Implants, stents, genome sequencing, non-invasive surgeries, transplants, and prosthetics — the evolution in medical sciences over time has been stupendous, to say the least. The proliferation of technology has provided an impetus to several elements of the end-to-end healthcare value chain — consultation, maintenance of health records, surgical and diagnostic procedures, large-scale production of drugs, personal health monitoring, and many others.
These benefits are not limited to the healthcare infrastructure or providers alone. Today, we laypeople are experiencing first-hand advantages, such as early diagnoses, personalization, real-time and remote patient monitoring, and a greater focus on geriatric healthcare — all of which have led to a better quality of patient care and flexibility for patients and medical staff. Several aspects of technology in different stages of research and commercial deployment have enabled this evolution. Some of the key ones are:
- AI, which has become omnipresent and transcends the complexities of several domains, has already made its mark in healthcare applications; for instance, in terms of analyzing large sets of data from health records, sensors, and images. Better correlation of test results, accurate predictions of health risks, and high-quality scan reports and visualizations are resultant benefits that have come about in our everyday life.
- The emergence of smart healthcare devices in the market is another evidence of the application of AI, combined with advancements in hardware. Wearables, including several of their avatars such as wearables, smartwatches, eyewear, and skin patches, are touted to have great potential in addressing rising healthcare costs. These are at different stages of acceptance by the masses; while fitness trackers are prevalent, an innocuous earbud that can analyze our Electroencephalogram (EEG) signals, which in turn can help predict the occurrence of an epileptic attack, is not as common.
- Cloud technologies and Big Data systems enable storing and processing of large-scale healthcare data from several sources with speeds that we did not anticipate about 10 years back. This has helped scale up solutions in the aforementioned realms in a cost-effective manner.
- Robotic surgeries, remote monitoring, and deployment of humanoids for first responder systems, powered by IoT and 5G, are in developmental and testing stages, and will likely become ubiquitous soon.
- The applications of Virtual Reality (VR) in medicine, while still at their nascent stages, are also promising. Areas of relevance, particularly of high impact, include medical training, treatment of phobias, and other psychiatric conditions and physiotherapy.
- Another such technology that will likely bolster healthcare, through its use cases in creating surgical tools, implants, and prosthetics, is 3D printing.
The possibility of integration of some of these developments, leading to value-added services and augmented feature-rich products, has huge promise and potential. Technology will likely revolutionize traditional formats of almost all aspects of healthcare; for instance, in the near future, we could even hope to see an automated insurance processing system that kicks into action, when we check in for a medical procedure, saving us two dozen frantic phone calls to have the procedure “covered and approved” under insurance.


- [The problem] Among the lines of the material below, count those with the string "name". Give the number alone.

----

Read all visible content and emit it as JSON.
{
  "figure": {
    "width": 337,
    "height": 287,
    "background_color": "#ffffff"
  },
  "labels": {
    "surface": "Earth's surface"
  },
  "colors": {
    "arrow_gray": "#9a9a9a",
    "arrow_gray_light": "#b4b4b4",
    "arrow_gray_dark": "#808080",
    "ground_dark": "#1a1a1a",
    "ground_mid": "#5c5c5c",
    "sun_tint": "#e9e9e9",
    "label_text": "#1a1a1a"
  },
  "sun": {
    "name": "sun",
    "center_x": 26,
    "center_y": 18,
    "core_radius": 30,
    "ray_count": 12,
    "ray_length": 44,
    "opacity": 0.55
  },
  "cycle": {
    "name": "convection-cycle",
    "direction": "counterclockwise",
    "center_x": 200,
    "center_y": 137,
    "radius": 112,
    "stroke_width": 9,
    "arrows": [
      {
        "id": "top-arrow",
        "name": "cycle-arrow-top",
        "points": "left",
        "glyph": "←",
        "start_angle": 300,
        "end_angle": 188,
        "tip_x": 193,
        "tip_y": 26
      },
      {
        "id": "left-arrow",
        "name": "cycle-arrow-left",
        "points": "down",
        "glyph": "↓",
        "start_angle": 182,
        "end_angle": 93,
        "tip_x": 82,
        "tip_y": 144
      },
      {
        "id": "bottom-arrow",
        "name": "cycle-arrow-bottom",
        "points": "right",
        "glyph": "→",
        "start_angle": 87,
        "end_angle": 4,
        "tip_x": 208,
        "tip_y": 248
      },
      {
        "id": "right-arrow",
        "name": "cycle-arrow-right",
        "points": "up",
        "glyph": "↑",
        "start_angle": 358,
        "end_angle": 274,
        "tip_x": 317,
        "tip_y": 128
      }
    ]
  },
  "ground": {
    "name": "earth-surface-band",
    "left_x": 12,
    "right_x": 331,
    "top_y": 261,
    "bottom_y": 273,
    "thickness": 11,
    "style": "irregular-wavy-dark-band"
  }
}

----

- [Task output] 7